> Aim of the task
Please output the following records exactly. Leave every image out.

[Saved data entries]
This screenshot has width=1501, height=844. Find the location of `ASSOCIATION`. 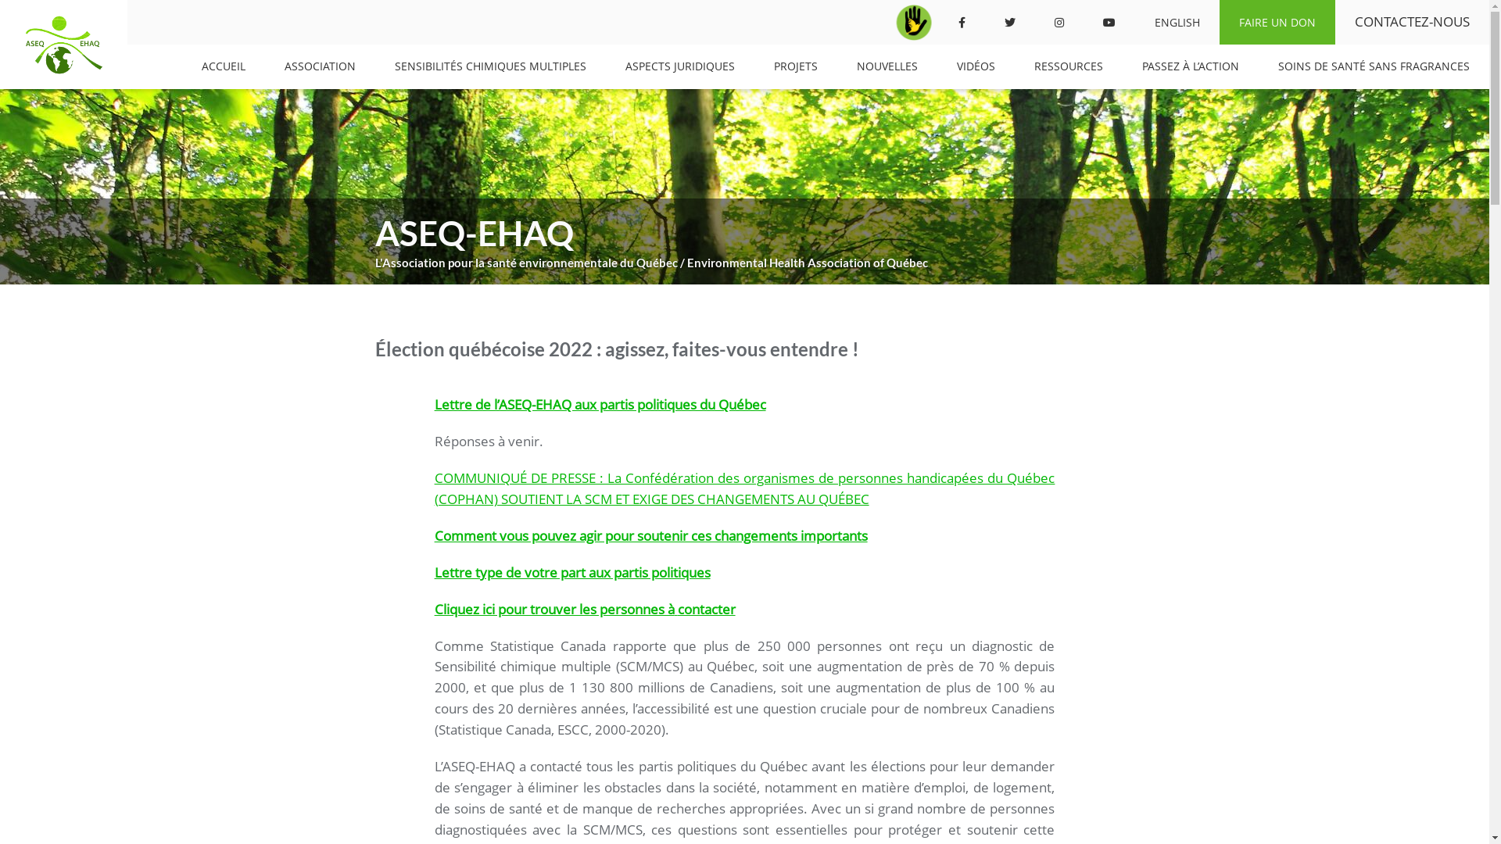

ASSOCIATION is located at coordinates (321, 67).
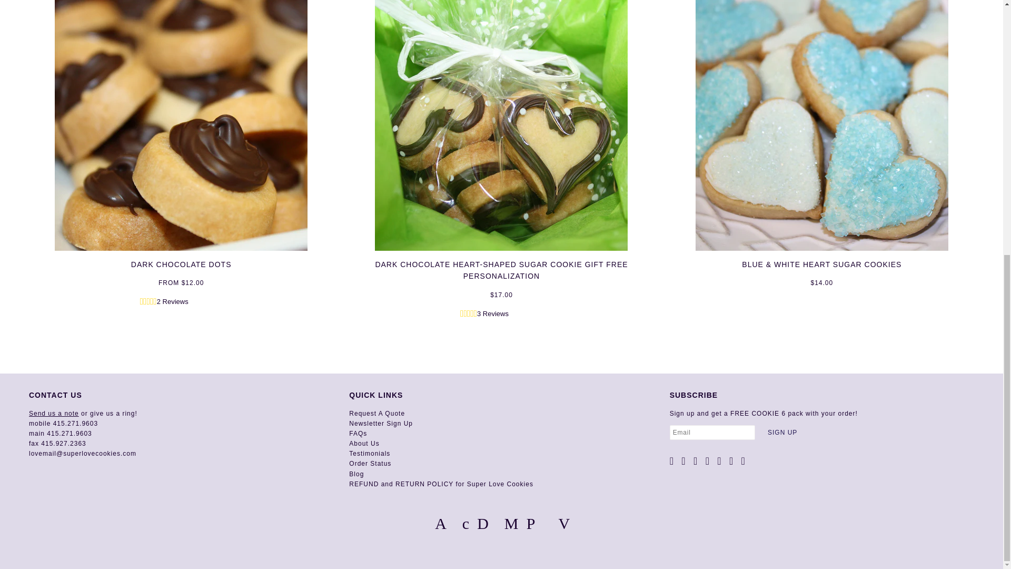  What do you see at coordinates (380, 423) in the screenshot?
I see `Newsletter Sign Up` at bounding box center [380, 423].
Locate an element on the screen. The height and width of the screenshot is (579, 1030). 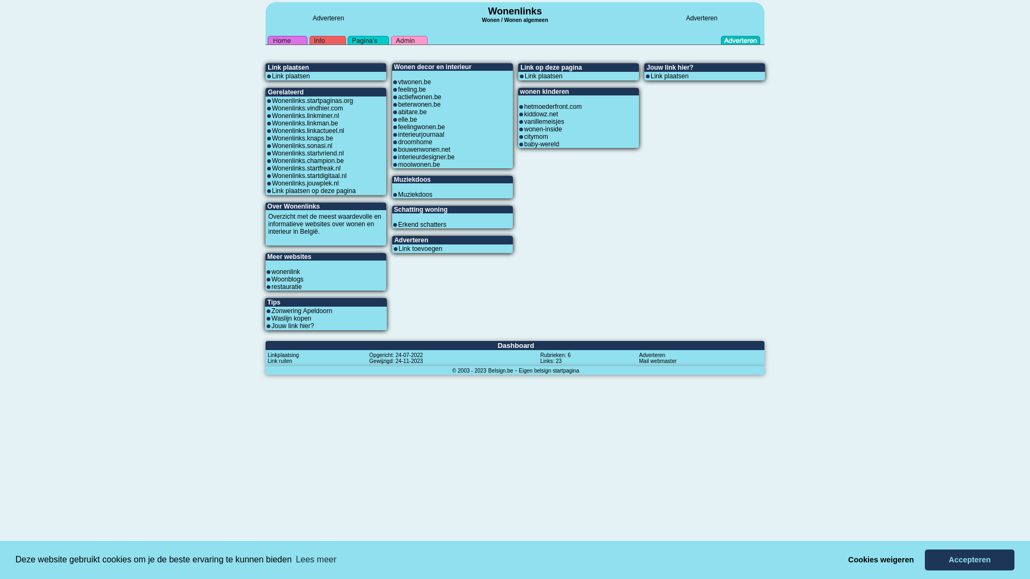
Link plaatsen is located at coordinates (291, 76).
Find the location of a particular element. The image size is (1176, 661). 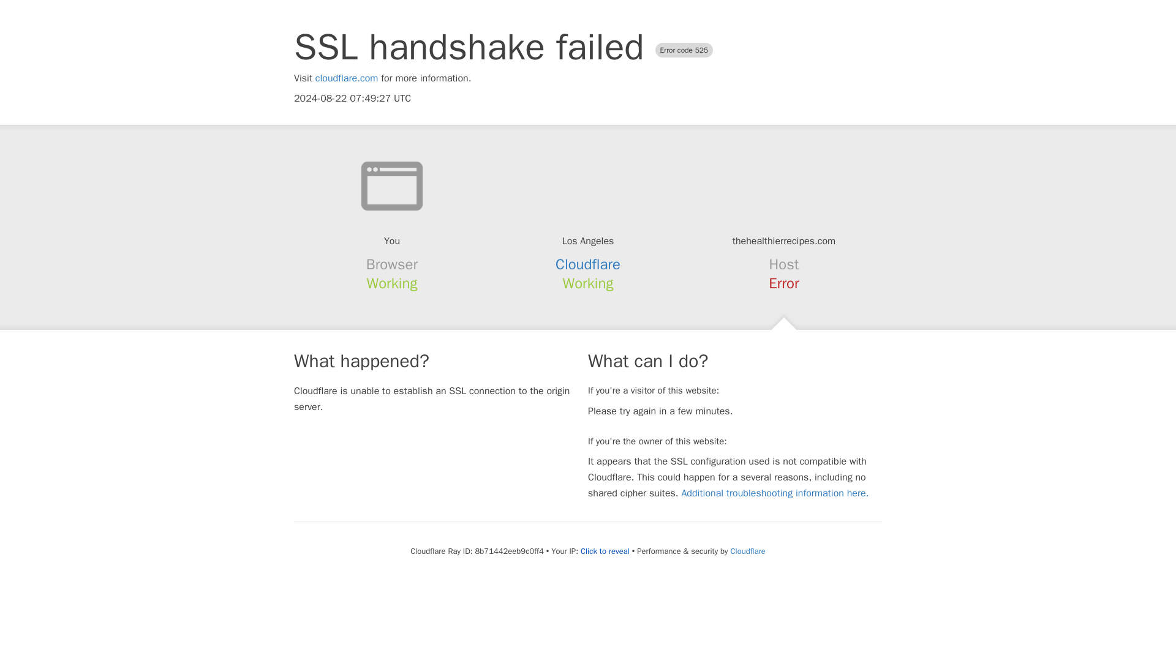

> Answer for this exercise
This screenshot has width=1501, height=844. Find the location of `ASSOCIATION`. 

ASSOCIATION is located at coordinates (321, 67).
  What do you see at coordinates (380, 423) in the screenshot?
I see `Newsletter Sign Up` at bounding box center [380, 423].
Locate an element on the screen. The height and width of the screenshot is (579, 1030). 
Link plaatsen is located at coordinates (291, 76).
Find the location of a particular element. The image size is (1176, 661). 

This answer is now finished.